Full prop reference for <SignIn>, <SignUp>, <UserButton>, <UserDashboard>, and <UserProfile>. Browse →

Customize the theme

Pick a preset (shadcn / mui), override CSS tokens, or attach per-element classes via appearance.elements. Theming →

i18n & labels

Ship in en and da out of the box, or override every label. Labels →

Hooks

useAuth(), useUser(), and useAuthFetch() for reading auth state and calling your API. Hooks →

First-party cookies (required)

Before production, wire up a proxy or CNAME so Safari doesn’t silently sign your users out. Set up →

”Failed to fetch” or CORS errors in the console

Section titled “”Failed to fetch” or CORS errors in the console”

Your dev origin isn’t in the application’s allowed-origins list. Open the dashboard → Settings → Allowed origins and add the exact URL the browser sends from (scheme + host + port, no trailing slash). http://localhost:5173 and http://127.0.0.1:5173 are different; add the one the browser is actually using.
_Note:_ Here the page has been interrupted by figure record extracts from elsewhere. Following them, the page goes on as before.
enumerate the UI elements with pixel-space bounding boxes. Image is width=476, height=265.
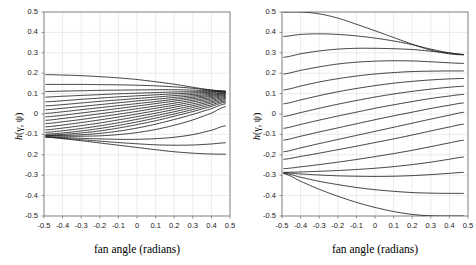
y-tick-label: 0.5	[244, 7, 276, 16]
y-tick-label: -0.3	[244, 170, 276, 179]
chart-panel-left: h(γ, ψ) fan angle (radians) 0.50.40.30.2…	[0, 0, 238, 265]
y-tick-label: 0	[6, 109, 38, 118]
y-tick-label: -0.3	[6, 170, 38, 179]
y-tick-label: -0.5	[244, 211, 276, 220]
y-tick-label: -0.2	[244, 150, 276, 159]
chart-panel-right: h(γ, ψ) fan angle (radians) 0.50.40.30.2…	[238, 0, 476, 265]
y-tick-label: 0.5	[6, 7, 38, 16]
y-tick-label: 0.4	[6, 27, 38, 36]
y-tick-label: -0.4	[244, 191, 276, 200]
y-tick-label: 0.2	[244, 68, 276, 77]
y-tick-label: 0.4	[244, 27, 276, 36]
figure-container: h(γ, ψ) fan angle (radians) 0.50.40.30.2…	[0, 0, 476, 265]
y-tick-label: 0	[244, 109, 276, 118]
y-tick-label: -0.5	[6, 211, 38, 220]
y-tick-label: -0.4	[6, 191, 38, 200]
x-axis-title-left: fan angle (radians)	[44, 243, 230, 255]
y-tick-label: -0.1	[6, 129, 38, 138]
y-tick-label: 0.2	[6, 68, 38, 77]
y-tick-label: 0.3	[6, 48, 38, 57]
y-tick-label: 0.1	[6, 89, 38, 98]
x-axis-title-right: fan angle (radians)	[282, 243, 468, 255]
y-tick-label: -0.1	[244, 129, 276, 138]
y-tick-label: 0.3	[244, 48, 276, 57]
y-tick-label: 0.2	[6, 150, 38, 159]
x-tick-label: 0.5	[456, 221, 476, 230]
y-tick-label: 0.1	[244, 89, 276, 98]
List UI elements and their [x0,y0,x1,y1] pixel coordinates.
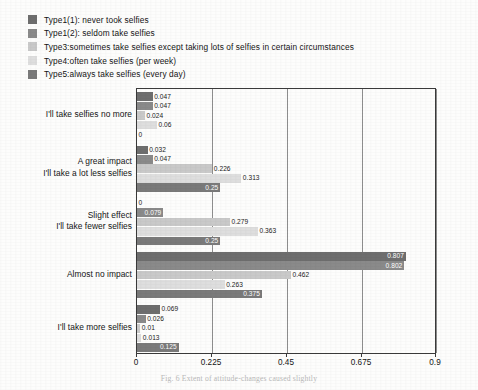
category-label: Slight effectI'll take fewer selfies [6,210,132,233]
legend-item-type1-1: Type1(1): never took selfies [28,13,458,27]
figure-page: Type1(1): never took selfiesType1(2): se… [0,0,478,390]
bar: 0.25 [137,237,220,246]
bar [137,174,241,183]
bar-row: 0.226 [137,164,435,173]
bar-row: 0.807 [137,252,435,261]
chart-legend: Type1(1): never took selfiesType1(2): se… [28,13,458,81]
plot-area: 0.0470.0470.0240.0600.0320.0470.2260.313… [136,88,436,354]
bar [137,315,146,324]
bar-value-label: 0.807 [387,253,404,260]
bar [137,334,141,343]
bar-group: 0.0690.0260.010.0130.125 [137,302,435,355]
bar [137,305,160,314]
bar: 0.25 [137,183,220,192]
category-label: A great impactI'll take a lot less selfi… [6,156,132,179]
bar: 0.375 [137,290,262,299]
gridline [436,89,437,353]
legend-item-type1-2: Type1(2): seldom take selfies [28,27,458,41]
category-label: I'll take selfies no more [6,109,132,120]
category-label: Almost no impact [6,269,132,280]
bar [137,280,225,289]
bar: 0.125 [137,343,179,352]
bar-row: 0.462 [137,271,435,280]
bar-value-label: 0.25 [205,184,218,191]
bar-value-label: 0.01 [142,325,155,332]
x-tick-label: 0.9 [429,358,440,367]
legend-item-type3: Type3:sometimes take selfies except taki… [28,40,458,54]
legend-swatch-icon [28,15,37,24]
x-tick-label: 0.225 [201,358,222,367]
legend-item-label: Type3:sometimes take selfies except taki… [44,42,354,52]
bar-value-label: 0.375 [243,291,260,298]
bar [137,218,230,227]
bar [137,271,291,280]
bar-value-label: 0.313 [243,175,260,182]
bar-value-label: 0.802 [386,262,403,269]
bar [137,102,153,111]
figure-caption: Fig. 6 Extent of attitude-changes caused… [0,374,478,383]
bar-value-label: 0.069 [162,306,179,313]
bar-row: 0.069 [137,305,435,314]
bar-group: 0.8070.8020.4620.2630.375 [137,249,435,302]
bar-value-label: 0 [139,131,143,138]
bar-row: 0 [137,199,435,208]
category-axis-labels: I'll take selfies no moreA great impactI… [0,88,132,354]
x-tick [136,354,137,357]
bar-value-label: 0.026 [147,316,164,323]
bar-row: 0.375 [137,290,435,299]
bar-value-label: 0.25 [205,238,218,245]
bar-row: 0.079 [137,208,435,217]
bar-value-label: 0.06 [159,122,172,129]
bar-value-label: 0.047 [154,103,171,110]
bar [137,121,157,130]
bar-row: 0.263 [137,280,435,289]
bar-value-label: 0.047 [154,156,171,163]
bar [137,164,212,173]
x-tick [435,354,436,357]
bar-group: 00.0790.2790.3630.25 [137,195,435,248]
bar-row: 0.047 [137,102,435,111]
bar-row: 0.06 [137,121,435,130]
bar-value-label: 0.047 [154,93,171,100]
x-tick [211,354,212,357]
bar-value-label: 0 [139,200,143,207]
bar-row: 0.313 [137,174,435,183]
bar-value-label: 0.226 [214,165,231,172]
legend-swatch-icon [28,56,37,65]
bar-value-label: 0.263 [226,281,243,288]
bar [137,111,145,120]
bar-group: 0.0470.0470.0240.060 [137,89,435,142]
bar: 0.807 [137,252,406,261]
x-tick-label: 0 [134,358,139,367]
legend-item-label: Type5:always take selfies (every day) [44,69,186,79]
bar-row: 0.024 [137,111,435,120]
legend-swatch-icon [28,70,37,79]
bar-row: 0.363 [137,227,435,236]
legend-swatch-icon [28,29,37,38]
bar-value-label: 0.013 [143,335,160,342]
bar: 0.079 [137,208,163,217]
x-tick-label: 0.675 [351,358,372,367]
bar-value-label: 0.024 [147,112,164,119]
bar [137,92,153,101]
legend-item-label: Type4:often take selfies (per week) [44,56,176,66]
bar-row: 0.25 [137,183,435,192]
legend-item-type4: Type4:often take selfies (per week) [28,54,458,68]
bar-row: 0.01 [137,324,435,333]
bar-row: 0.802 [137,261,435,270]
legend-item-type5: Type5:always take selfies (every day) [28,67,458,81]
legend-item-label: Type1(2): seldom take selfies [44,28,155,38]
x-axis: 00.2250.450.6750.9 [136,354,436,370]
bar-row: 0.125 [137,343,435,352]
bar-row: 0.032 [137,146,435,155]
bar-row: 0.25 [137,237,435,246]
bar-group: 0.0320.0470.2260.3130.25 [137,142,435,195]
bar: 0.802 [137,261,404,270]
x-tick [361,354,362,357]
bar-value-label: 0.363 [260,228,277,235]
bar-row: 0.013 [137,334,435,343]
legend-item-label: Type1(1): never took selfies [44,15,149,25]
legend-swatch-icon [28,42,37,51]
bar-row: 0.026 [137,315,435,324]
bar-value-label: 0.279 [232,219,249,226]
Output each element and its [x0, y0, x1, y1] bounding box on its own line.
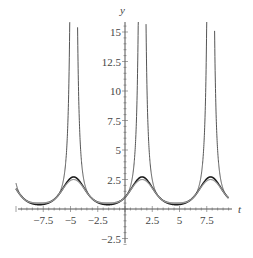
- x-axis-label: t: [238, 203, 242, 215]
- curves: [16, 22, 229, 205]
- x-tick-label: 2.5: [145, 214, 159, 226]
- y-tick-label: 5: [116, 144, 122, 156]
- y-tick-label: 7.5: [107, 115, 121, 127]
- y-axis-label: y: [119, 4, 125, 16]
- x-tick-label: −2.5: [88, 214, 108, 226]
- y-axis: −2.52.557.51012.515: [101, 22, 128, 245]
- y-tick-label: −2.5: [101, 233, 121, 245]
- x-tick-label: −7.5: [33, 214, 53, 226]
- x-tick-label: 5: [177, 214, 183, 226]
- y-tick-label: 10: [110, 85, 122, 97]
- chart: −7.5−5−2.52.557.5 −2.52.557.51012.515 t …: [0, 0, 253, 258]
- y-tick-label: 15: [110, 26, 122, 38]
- series-line: [16, 22, 229, 203]
- x-tick-label: 7.5: [200, 214, 214, 226]
- y-tick-label: 12.5: [102, 56, 122, 68]
- x-tick-label: −5: [65, 214, 77, 226]
- y-tick-label: 2.5: [107, 174, 121, 186]
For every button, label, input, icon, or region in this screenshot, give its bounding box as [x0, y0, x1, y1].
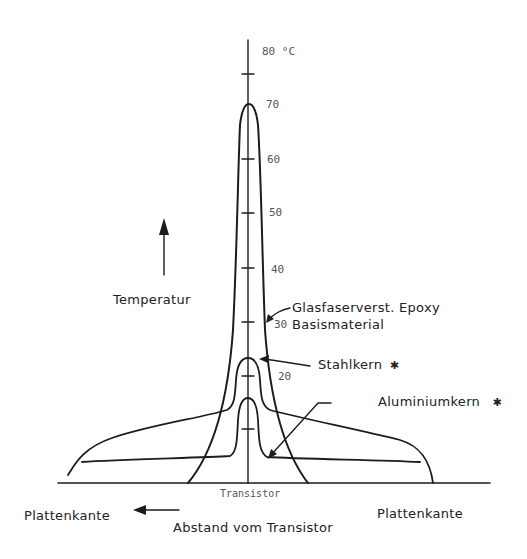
stahlkern-label: Stahlkern ✱: [318, 357, 399, 372]
x-right-label-plate-edge: Plattenkante: [377, 506, 463, 521]
y-axis-title: Temperatur: [113, 292, 191, 307]
temperature-arrowhead-icon: [159, 218, 169, 235]
ytick-label-70: 70: [266, 98, 279, 111]
epoxy-label-line1: Glasfaserverst. Epoxy: [292, 300, 440, 315]
ytick-label-40: 40: [271, 263, 284, 276]
aluminiumkern-label: Aluminiumkern ✱: [378, 394, 502, 409]
epoxy-leader-line: [270, 308, 290, 318]
x-left-label-plate-edge: Plattenkante: [24, 508, 110, 523]
ytick-label-30: 30: [274, 318, 287, 331]
curve-stahlkern: [68, 358, 433, 483]
distance-arrowhead-icon: [133, 505, 146, 515]
asterisk-icon: ✱: [493, 396, 503, 409]
ytick-label-50: 50: [269, 206, 282, 219]
ytick-label-60: 60: [267, 153, 280, 166]
x-axis-title: Abstand vom Transistor: [173, 520, 333, 535]
stahlkern-label-text: Stahlkern: [318, 357, 382, 372]
ytick-label-20: 20: [278, 370, 291, 383]
aluminiumkern-label-text: Aluminiumkern: [378, 394, 480, 409]
epoxy-label-line2: Basismaterial: [292, 317, 384, 332]
temperature-profile-chart: [0, 0, 527, 559]
x-center-label-transistor: Transistor: [220, 488, 280, 499]
curve-aluminiumkern: [82, 398, 420, 462]
asterisk-icon: ✱: [390, 359, 400, 372]
aluminium-leader-line: [271, 403, 331, 455]
stahlkern-arrowhead-icon: [259, 355, 269, 363]
ytick-label-80: 80 °C: [262, 45, 295, 58]
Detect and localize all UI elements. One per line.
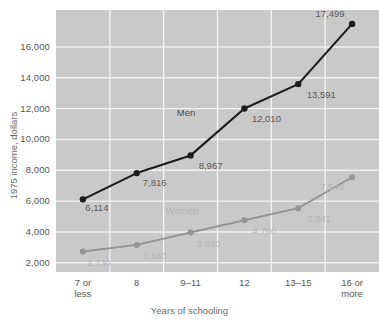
data-point-men xyxy=(349,21,355,27)
data-label-women: 5,541 xyxy=(307,213,331,224)
x-axis-tick-label: 13–15 xyxy=(285,277,311,288)
data-point-women xyxy=(241,217,247,223)
x-axis-tick-label: 8 xyxy=(134,277,139,288)
data-point-men xyxy=(134,170,140,176)
data-label-women: 4,760 xyxy=(253,225,277,236)
data-point-women xyxy=(188,230,194,236)
data-point-women xyxy=(134,242,140,248)
x-axis-tick-label: 7 or less xyxy=(74,277,91,299)
data-point-men xyxy=(295,81,301,87)
data-label-men: 17,499 xyxy=(316,8,345,19)
x-axis-title: Years of schooling xyxy=(0,305,379,316)
y-axis-tick-label: 4,000 xyxy=(0,226,50,237)
data-point-men xyxy=(187,152,193,158)
series-label-men: Men xyxy=(177,107,195,118)
data-label-women: 3,960 xyxy=(197,238,221,249)
series-label-women: Women xyxy=(166,205,199,216)
y-axis-tick-label: 2,000 xyxy=(0,257,50,268)
x-axis-tick-label: 12 xyxy=(239,277,250,288)
y-axis-tick-label: 14,000 xyxy=(0,72,50,83)
x-axis-tick-label: 9–11 xyxy=(180,277,200,288)
line-chart: 2,0004,0006,0008,00010,00012,00014,00016… xyxy=(0,0,379,326)
data-label-men: 8,967 xyxy=(199,160,223,171)
data-label-women: 3,160 xyxy=(143,250,167,261)
data-label-men: 13,591 xyxy=(307,89,336,100)
y-axis-tick-label: 16,000 xyxy=(0,41,50,52)
data-label-women: 7,546 xyxy=(320,181,344,192)
data-label-men: 12,010 xyxy=(252,113,281,124)
y-axis-title: 1975 income, dollars xyxy=(8,91,19,221)
data-point-men xyxy=(241,105,247,111)
data-point-women xyxy=(349,174,355,180)
data-label-women: 2,730 xyxy=(87,257,111,268)
data-point-women xyxy=(295,205,301,211)
x-axis-tick-label: 16 or more xyxy=(341,277,363,299)
data-label-men: 6,114 xyxy=(85,202,108,213)
data-label-men: 7,816 xyxy=(143,177,167,188)
data-point-women xyxy=(80,249,86,255)
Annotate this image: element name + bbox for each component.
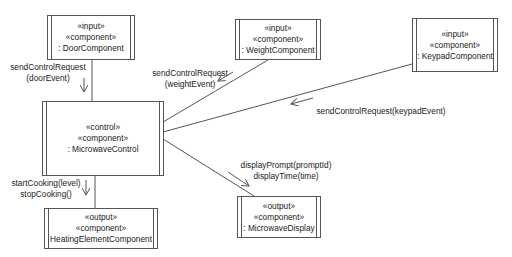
component-name: : WeightComponent [241,45,314,56]
arrow-keypad-icon [291,98,313,104]
message-keypad: sendControlRequest(keypadEvent) [306,106,456,117]
component-display[interactable]: «output» «component» : MicrowaveDisplay [237,196,321,238]
stereotype: «component» [78,133,128,144]
component-control[interactable]: «control» «component» : MicrowaveControl [42,101,164,176]
stereotype: «component» [254,212,304,223]
component-heating[interactable]: «output» «component» HeatingElementCompo… [44,208,158,249]
stereotype: «component» [253,34,303,45]
stereotype: «input» [77,21,104,32]
stereotype: «component» [66,32,116,43]
stereotype: «output» [85,212,117,223]
component-name: : KeypadComponent [417,51,493,62]
stereotype: «component» [430,40,480,51]
message-heating: startCooking(level) stopCooking() [6,178,86,200]
component-door[interactable]: «input» «component» : DoorComponent [47,15,135,60]
component-keypad[interactable]: «input» «component» : KeypadComponent [412,18,498,72]
stereotype: «control» [86,122,120,133]
message-display: displayPrompt(promptId) displayTime(time… [236,160,336,182]
component-name: : MicrowaveDisplay [243,223,314,234]
stereotype: «input» [264,23,291,34]
component-name: : MicrowaveControl [67,144,138,155]
stereotype: «output» [263,201,295,212]
component-weight[interactable]: «input» «component» : WeightComponent [235,19,321,60]
stereotype: «component» [76,223,126,234]
component-name: : DoorComponent [58,43,124,54]
component-name: HeatingElementComponent [50,234,152,245]
message-door: sendControlRequest (doorEvent) [8,62,88,84]
message-weight: sendControlRequest (weightEvent) [140,68,240,90]
stereotype: «input» [441,29,468,40]
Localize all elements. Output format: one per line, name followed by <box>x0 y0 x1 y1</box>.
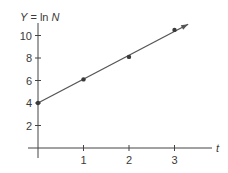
x-tick-label: 1 <box>80 154 86 166</box>
y-axis-title: Y = ln N <box>20 11 60 23</box>
x-axis-title: t <box>216 142 220 154</box>
data-point <box>36 101 40 105</box>
data-point <box>127 55 131 59</box>
x-tick-label: 2 <box>126 154 132 166</box>
arrowhead-icon <box>181 24 188 30</box>
fit-line <box>38 24 188 103</box>
y-tick-label: 2 <box>26 120 32 132</box>
x-tick-label: 3 <box>171 154 177 166</box>
y-tick-label: 4 <box>26 97 32 109</box>
y-tick-label: 10 <box>20 30 32 42</box>
svg-text:Y = ln N: Y = ln N <box>20 11 60 23</box>
chart: Y = ln N t 246810 123 <box>0 0 228 173</box>
data-point <box>172 28 176 32</box>
data-point <box>81 77 85 81</box>
y-tick-label: 6 <box>26 75 32 87</box>
y-tick-label: 8 <box>26 52 32 64</box>
data-series <box>36 24 188 105</box>
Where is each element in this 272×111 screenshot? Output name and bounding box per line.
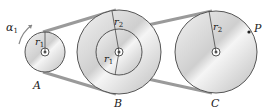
pulley-a <box>25 32 65 72</box>
alpha-label: α1 <box>6 21 18 35</box>
pulley-diagram: α1 r1 A r2 r1 B r2 C P <box>0 0 272 111</box>
pulley-b-label: B <box>113 97 122 110</box>
pulley-a-label: A <box>32 79 41 92</box>
point-p-label: P <box>253 22 262 35</box>
point-p-marker <box>247 30 250 33</box>
pulley-c-label: C <box>211 97 220 110</box>
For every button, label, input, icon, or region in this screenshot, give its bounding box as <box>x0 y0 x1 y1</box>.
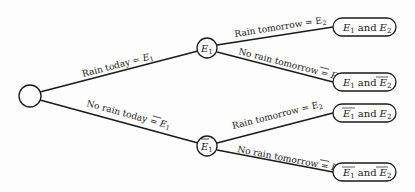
label-rain-today: Rain today = E1 <box>81 51 155 81</box>
tree-svg: E1 E1 Rain today = E1 No rain today = E1… <box>0 0 415 192</box>
leaf-not-e1-and-not-e2: E1andE2 <box>333 163 396 181</box>
edge-rain-today <box>40 51 198 92</box>
leaf-e1-and-not-e2: E1andE2 <box>333 73 396 91</box>
label-e1bar-no-rain-tomorrow: No rain tomorrow = E2 <box>236 144 342 176</box>
svg-text:No rain tomorrow = E2: No rain tomorrow = E2 <box>236 144 342 176</box>
probability-tree-diagram: E1 E1 Rain today = E1 No rain today = E1… <box>0 0 415 192</box>
label-e1-rain-tomorrow: Rain tomorrow = E2 <box>234 15 327 41</box>
root-node <box>19 85 41 107</box>
node-e1: E1 <box>197 38 217 58</box>
node-e1-complement: E1 <box>197 136 217 156</box>
label-e1-no-rain-tomorrow: No rain tomorrow = E2 <box>237 46 343 84</box>
svg-text:No rain tomorrow = E2: No rain tomorrow = E2 <box>237 46 343 84</box>
leaf-not-e1-and-e2: E1andE2 <box>333 104 396 122</box>
leaf-e1-and-e2: E1andE2 <box>333 18 396 36</box>
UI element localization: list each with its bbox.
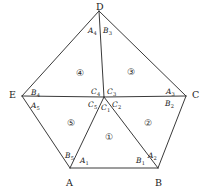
region-4: ④ [76, 69, 84, 78]
angle-C2: C2 [112, 101, 121, 109]
region-5: ⑤ [67, 119, 75, 128]
pentagon-diagram: D E C A B A1A2A3A4A5B1B2B3B4B5C1C2C3C4C5… [0, 0, 208, 193]
angle-B4: B4 [31, 89, 40, 97]
angle-B1: B1 [136, 157, 145, 165]
angle-C4: C4 [91, 88, 100, 96]
vertex-label-A: A [66, 178, 73, 188]
region-1: ① [105, 133, 113, 142]
angle-A3: A3 [166, 88, 175, 96]
angle-C1: C1 [101, 104, 110, 112]
angle-B5: B5 [65, 152, 74, 160]
vertex-label-C: C [192, 90, 199, 100]
region-2: ② [144, 119, 152, 128]
angle-A2: A2 [148, 152, 157, 160]
edge-C-D [99, 11, 186, 96]
angle-C5: C5 [88, 101, 97, 109]
angle-C3: C3 [107, 88, 116, 96]
vertex-label-D: D [96, 2, 104, 12]
angle-B3: B3 [103, 27, 112, 35]
angle-A1: A1 [80, 157, 89, 165]
vertex-label-B: B [155, 178, 162, 188]
edge-D-E [22, 11, 99, 96]
region-3: ③ [127, 68, 135, 77]
edge-E-A [22, 96, 70, 168]
cevian-D-center [99, 11, 104, 97]
angle-B2: B2 [165, 100, 174, 108]
vertex-label-E: E [9, 90, 16, 100]
angle-A4: A4 [88, 27, 97, 35]
angle-A5: A5 [31, 102, 40, 110]
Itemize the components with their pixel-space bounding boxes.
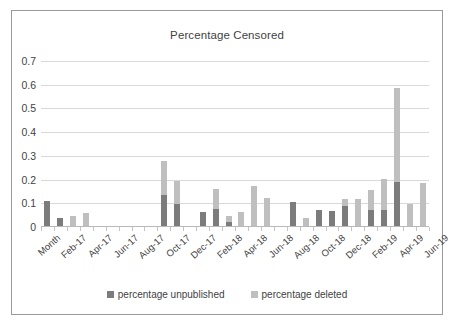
- x-axis-tick-label: Apr-19: [396, 232, 425, 259]
- gridline: [41, 156, 429, 157]
- bar-segment-unpublished: [329, 211, 335, 227]
- bar-segment-unpublished: [381, 210, 387, 227]
- bar-segment-deleted: [355, 199, 361, 227]
- y-axis-tick-label: 0.5: [21, 102, 36, 114]
- gridline: [41, 61, 429, 62]
- x-axis-tick-label: Feb-18: [214, 232, 244, 260]
- x-axis-tick-label: Jun-18: [267, 232, 296, 260]
- legend-item[interactable]: percentage deleted: [251, 289, 348, 300]
- x-axis-tick: [235, 227, 236, 231]
- bar-segment-unpublished: [44, 201, 50, 227]
- chart-title: Percentage Censored: [12, 29, 442, 41]
- gridline: [41, 85, 429, 86]
- bar-segment-deleted: [238, 212, 244, 227]
- y-axis-tick-label: 0.7: [21, 55, 36, 67]
- bar-segment-unpublished: [394, 182, 400, 227]
- x-axis-tick: [222, 227, 223, 231]
- bar-segment-unpublished: [368, 210, 374, 227]
- x-axis-tick: [313, 227, 314, 231]
- chart-legend: percentage unpublishedpercentage deleted: [12, 289, 442, 300]
- x-axis-tick-label: Jun-17: [111, 232, 140, 260]
- bar-segment-deleted: [381, 179, 387, 210]
- x-axis-tick: [248, 227, 249, 231]
- y-axis-tick-label: 0.1: [21, 197, 36, 209]
- legend-swatch-icon: [107, 291, 114, 298]
- x-axis-tick: [416, 227, 417, 231]
- bar-segment-deleted: [226, 216, 232, 222]
- y-axis-tick-label: 0.3: [21, 150, 36, 162]
- x-axis-tick: [196, 227, 197, 231]
- gridline: [41, 108, 429, 109]
- bar-segment-deleted: [342, 199, 348, 207]
- y-axis-tick-label: 0.6: [21, 78, 36, 90]
- x-axis-tick-label: Oct-17: [164, 232, 193, 259]
- bar-segment-deleted: [368, 190, 374, 210]
- legend-swatch-icon: [251, 291, 258, 298]
- bar-segment-unpublished: [200, 212, 206, 227]
- x-axis-tick: [429, 227, 430, 231]
- x-axis-tick: [183, 227, 184, 231]
- x-axis-tick-label: Dec-17: [188, 232, 218, 261]
- x-axis-tick-label: Feb-17: [59, 232, 89, 260]
- bar-segment-unpublished: [213, 209, 219, 227]
- x-axis-tick-label: Apr-18: [241, 232, 270, 259]
- x-axis-tick-label: Oct-18: [319, 232, 348, 259]
- x-axis-tick: [300, 227, 301, 231]
- x-axis-tick: [106, 227, 107, 231]
- x-axis-tick: [261, 227, 262, 231]
- gridline: [41, 132, 429, 133]
- x-axis-tick: [144, 227, 145, 231]
- x-axis-tick: [132, 227, 133, 231]
- bar-segment-deleted: [83, 213, 89, 227]
- x-axis-tick: [287, 227, 288, 231]
- chart-container: Percentage Censored 00.10.20.30.40.50.60…: [11, 10, 443, 315]
- x-axis-tick: [209, 227, 210, 231]
- plot-area: 00.10.20.30.40.50.60.7: [41, 61, 429, 227]
- x-axis-tick: [364, 227, 365, 231]
- bar-segment-deleted: [174, 181, 180, 205]
- bar-segment-deleted: [420, 183, 426, 227]
- x-axis-labels: MonthFeb-17Apr-17Jun-17Aug-17Oct-17Dec-1…: [41, 232, 429, 284]
- x-axis-tick: [274, 227, 275, 231]
- bar-segment-unpublished: [342, 206, 348, 227]
- y-axis-tick-label: 0.4: [21, 126, 36, 138]
- x-axis-tick: [351, 227, 352, 231]
- bar-segment-deleted: [213, 189, 219, 208]
- x-axis-tick: [67, 227, 68, 231]
- y-axis-tick-label: 0.2: [21, 173, 36, 185]
- x-axis-tick-label: Apr-17: [86, 232, 115, 259]
- bar-segment-unpublished: [174, 204, 180, 227]
- x-axis-tick-label: Aug-18: [291, 232, 321, 261]
- gridline: [41, 180, 429, 181]
- bar-segment-deleted: [407, 204, 413, 227]
- x-axis-tick-label: Dec-18: [343, 232, 373, 261]
- legend-label: percentage unpublished: [118, 289, 225, 300]
- legend-label: percentage deleted: [262, 289, 348, 300]
- x-axis-tick: [119, 227, 120, 231]
- bar-segment-deleted: [394, 88, 400, 183]
- x-axis-tick-label: Feb-19: [369, 232, 399, 260]
- bar-segment-deleted: [251, 186, 257, 227]
- x-axis-tick: [170, 227, 171, 231]
- x-axis-tick: [80, 227, 81, 231]
- bar-segment-unpublished: [161, 195, 167, 227]
- bar-segment-unpublished: [316, 210, 322, 227]
- x-axis-tick: [326, 227, 327, 231]
- x-axis-tick-label: Aug-17: [136, 232, 166, 261]
- x-axis-tick: [93, 227, 94, 231]
- legend-item[interactable]: percentage unpublished: [107, 289, 225, 300]
- x-axis-tick: [54, 227, 55, 231]
- x-axis-tick: [377, 227, 378, 231]
- bar-segment-deleted: [161, 161, 167, 195]
- y-axis-tick-label: 0: [30, 221, 36, 233]
- x-axis-tick: [403, 227, 404, 231]
- x-axis-tick: [390, 227, 391, 231]
- x-axis-tick: [41, 227, 42, 231]
- x-axis-tick: [157, 227, 158, 231]
- x-axis-tick-label: Month: [36, 232, 63, 258]
- bar-segment-deleted: [264, 198, 270, 227]
- x-axis-tick-label: Jun-19: [422, 232, 451, 260]
- bar-segment-unpublished: [290, 202, 296, 227]
- x-axis-tick: [338, 227, 339, 231]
<SignIn> renders but submit returns 401 Unauthorized

Section titled “<SignIn> renders but submit returns 401 Unauthorized”

Almost always one of:

  1. The publishable key doesn’t match the application you set up in the dashboard. Re-copy it from Settings → API keys.
  2. You’re using a pk_live_… key against a sandbox environment, or vice-versa. Use the pk_test_… key during local development.
  3. The user exists but hasn’t verified their email yet. Check Users in the dashboard.

useAuth must be used inside <ToriiProvider> thrown at runtime

Section titled “useAuth must be used inside <ToriiProvider> thrown at runtime”

A component calling useAuth, useAuthFetch, or any control component (<SignedIn>, <SignedOut>, <Show>) is rendering outside the provider. In Next.js this usually means you need a 'use client' wrapper around <ToriiProvider> imported into the root layout.